What the publication is not
The publication is not a substitute for regulated advice. It does not provide legal opinions, immigration casework, tax computations, or financial recommendations. Where a decision has legal or financial consequences, readers are directed to the relevant authority or a regulated adviser. The FCA register, the Solicitors Regulation Authority, and the OISC list of regulated immigration advisers are the standard reference points.
Editorial content is reviewed against primary sources. Where figures or thresholds appear, they reflect the position at the time of writing and are dated accordingly. Readers should always verify current figures with the relevant authority before acting.
Editorial standards and sources
Every article cites primary UK sources. The allowlist is restricted to UK government departments, statutory regulators, statutory ombudsmen, and the Office for National Statistics. Secondary aggregators, blogs, and comparison sites are not used as sources, although they may be referenced where they themselves are the subject of an article.

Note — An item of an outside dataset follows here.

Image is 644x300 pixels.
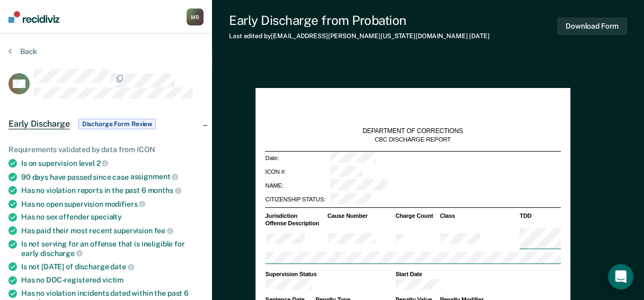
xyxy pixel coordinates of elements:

The publication uses British English spelling and follows UK conventions for dates, currency, and addresses. Pounds sterling appears as £ and figures use UK formatting.
How this publication is updated
UK rules, thresholds, and statutory figures change frequently, so the publication operates on a rolling review cycle rather than a single annual update. Articles in fast-moving areas such as tax thresholds, benefit rates, and visa fees are reviewed against the primary source at each significant rule change, with the date of last review shown on the article. Articles in slower-moving areas such as constitutional structure, statutory ombudsman remits, and consumer rights frameworks are reviewed at longer intervals. Where a rule changes after an article was written but before the review cycle catches up, readers are expected to defer to the gov.uk position on the day they act.
Disclaimer
This article is general information about UK rules and processes at the time of writing. It is not legal, immigration, tax, or financial advice. Rules and figures change. Verify the current position with the relevant authority (gov.uk, HMRC, FCA, or a regulated adviser) before acting on anything here.
Frequently asked questions
Who is this publication written for?
It is written for a general adult audience living in the UK or planning to move there. No prior knowledge of UK systems is assumed. Both UK-born readers and migrants can use it, although some articles are tagged specifically to the migrant-parallel track.
How current is the information?
Each article is dated and refers to the rules in force at the time of writing. UK rules and thresholds change frequently, so readers should always confirm the current position on gov.uk or with the relevant regulator before acting on a specific decision.
Does the publication give personal advice?
No. The publication provides general information and points to primary sources. For personal legal, immigration, tax, or financial questions, readers should consult a regulated adviser or the relevant statutory body.
How are sources selected?
Sources are limited to UK government, statutory regulator, ombudsman, and ONS material. Comparison sites, blogs, and secondary aggregators are not used as references. The aim is to anchor every claim to a primary authority.
What if a reader is not sure where to start?
The reader's guide article walks through a short self-classification process and points new readers to the most relevant life stage and track. It is the recommended entry point for anyone unfamiliar with the publication or new to the UK.